Kamm on Lebanon: full marks

Oliver Kamm's Guardian article today (18 August) gets it right first time, and should be compulsory reading for all those who have been berating Tony Blair for not having demanded an immediate unconditional cease-fire from the first day of the Israeli counter-offensive.  The only additional point that Kamm omits is to expose the fallacy which assumes that if the British government had 'demanded' a cease-fire, a cease-fire would immediately have taken place.  In fact it's hard to see how such a demand could have affected events on the ground in any way. 

I realise that Mr Kamm's views are sometimes controversial (and that this is an example of that).  But being controversial doesn't make them wrong. 

Those who have posted dissenting comments on earlier Ephems items here — and in doing so have often opened up informative and challenging debate — may be assured that their silence on this item will not be taken as indicating their agreement.  If you feel like continuing these discussions I suggest that you do so by adding comments to the earlier item on 'Who won? No-one, yet'.  Comments on specific points in Oliver Kamm's piece are of course welcome either here or on the Guardian's Comment is Free blog where the Kamm article also appears. 

Footnote for nerds:  this is the first post that I have written in MS Windows Live Writer (Beta), an editor or virtual word processor specially designed for writing and uploading blog entries.  It's easy to download, install, and (so far) use.  Hat-tips: Owen's blog (how did you guess?) and Jack Schofield's Newsbytes in Technology Guardian of 17 August 06.

Brian

1 Response

  1. Rob says:

    Kamm's argument strikes me as being something like, we should be pleased about Israel's attempts to destroy Hizbullah because Hizbullah is an Iranian proxy, and Iran is generally evil. Granting that, none of which I'm particularly well-placed to dispute, what seems lacking in Kamm's argument is, first, the sense that even if all that's true, it might not justify having used the specific methods Israel used to attempt to destroy Hizbullah, and second, the sense in which even if all that's true, Hizbullah hasn't yet been disarmed, and is I think in a stronger political position than it was before the conflict. We might call Kamm's argument the 'any means' argument: his assumption seems to be that if an end is good, then anything which might serve as a means to it must be good. That's clearly a not very good argument. Also, ought I to take from your agreement with Kamm that you've given up on the Hizbullah are an existential threat line?

    Brian replies: Not at all.  Your argument seems to deny Israel's right to defend itself by the use of such force as will offer the best possible chance of preventing or significantly reducing the scope of future aggression against it, provided that the force used is proportionate to that aim (it doesn't have to be, and indeed can't logically be, proportionate to individual acts of aggression against it).  Past and present aggression by Hezbollah, Hamas, etc., is entirely within the context of the objective of wiping the state of Israel off the map.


Your task: Retyping the records exactly, down to the last line, is the whole job.

Supplied entries:
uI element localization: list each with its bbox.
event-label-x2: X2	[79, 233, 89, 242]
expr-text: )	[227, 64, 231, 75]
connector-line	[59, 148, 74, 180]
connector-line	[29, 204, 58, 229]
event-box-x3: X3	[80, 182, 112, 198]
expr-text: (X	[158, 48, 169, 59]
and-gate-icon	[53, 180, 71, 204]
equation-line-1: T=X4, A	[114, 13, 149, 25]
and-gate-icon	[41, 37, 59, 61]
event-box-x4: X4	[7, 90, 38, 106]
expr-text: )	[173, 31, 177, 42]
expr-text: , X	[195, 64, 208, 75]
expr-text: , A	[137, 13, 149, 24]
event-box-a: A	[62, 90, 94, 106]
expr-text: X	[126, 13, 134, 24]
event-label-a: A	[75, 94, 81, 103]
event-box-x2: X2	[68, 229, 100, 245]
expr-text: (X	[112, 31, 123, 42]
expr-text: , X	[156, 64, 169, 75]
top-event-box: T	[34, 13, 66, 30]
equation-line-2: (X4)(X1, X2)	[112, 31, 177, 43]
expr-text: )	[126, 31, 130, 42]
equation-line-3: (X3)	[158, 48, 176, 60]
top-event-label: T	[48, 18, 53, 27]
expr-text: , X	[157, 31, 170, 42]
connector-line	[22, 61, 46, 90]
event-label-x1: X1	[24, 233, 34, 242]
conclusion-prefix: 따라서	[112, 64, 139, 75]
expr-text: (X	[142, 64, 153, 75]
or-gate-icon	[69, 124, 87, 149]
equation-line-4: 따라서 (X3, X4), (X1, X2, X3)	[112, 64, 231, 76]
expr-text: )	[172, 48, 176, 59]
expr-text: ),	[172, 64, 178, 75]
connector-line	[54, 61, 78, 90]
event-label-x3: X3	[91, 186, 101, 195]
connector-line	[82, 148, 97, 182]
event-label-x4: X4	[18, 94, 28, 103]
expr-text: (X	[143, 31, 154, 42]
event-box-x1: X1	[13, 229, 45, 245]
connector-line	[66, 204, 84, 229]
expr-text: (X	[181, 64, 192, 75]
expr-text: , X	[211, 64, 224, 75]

Problem solution:
uI element localization: list each with its bbox.
event-label-x2: X2	[79, 233, 89, 242]
expr-text: )	[227, 64, 231, 75]
connector-line	[59, 148, 74, 180]
connector-line	[29, 204, 58, 229]
event-box-x3: X3	[80, 182, 112, 198]
expr-text: (X	[158, 48, 169, 59]
and-gate-icon	[53, 180, 71, 204]
equation-line-1: T=X4, A	[114, 13, 149, 25]
and-gate-icon	[41, 37, 59, 61]
event-box-x4: X4	[7, 90, 38, 106]
expr-text: )	[173, 31, 177, 42]
expr-text: , X	[195, 64, 208, 75]
expr-text: , A	[137, 13, 149, 24]
event-box-a: A	[62, 90, 94, 106]
expr-text: X	[126, 13, 134, 24]
event-label-a: A	[75, 94, 81, 103]
event-box-x2: X2	[68, 229, 100, 245]
expr-text: (X	[112, 31, 123, 42]
expr-text: , X	[156, 64, 169, 75]
top-event-box: T	[34, 13, 66, 30]
equation-line-2: (X4)(X1, X2)	[112, 31, 177, 43]
expr-text: )	[126, 31, 130, 42]
equation-line-3: (X3)	[158, 48, 176, 60]
top-event-label: T	[48, 18, 53, 27]
expr-text: , X	[157, 31, 170, 42]
connector-line	[22, 61, 46, 90]
event-label-x1: X1	[24, 233, 34, 242]
conclusion-prefix: 따라서	[112, 64, 139, 75]
expr-text: (X	[142, 64, 153, 75]
or-gate-icon	[69, 124, 87, 149]
equation-line-4: 따라서 (X3, X4), (X1, X2, X3)	[112, 64, 231, 76]
expr-text: )	[172, 48, 176, 59]
expr-text: ),	[172, 64, 178, 75]
connector-line	[54, 61, 78, 90]
event-label-x3: X3	[91, 186, 101, 195]
connector-line	[82, 148, 97, 182]
event-label-x4: X4	[18, 94, 28, 103]
expr-text: (X	[143, 31, 154, 42]
event-box-x1: X1	[13, 229, 45, 245]
connector-line	[66, 204, 84, 229]
expr-text: (X	[181, 64, 192, 75]
expr-text: , X	[211, 64, 224, 75]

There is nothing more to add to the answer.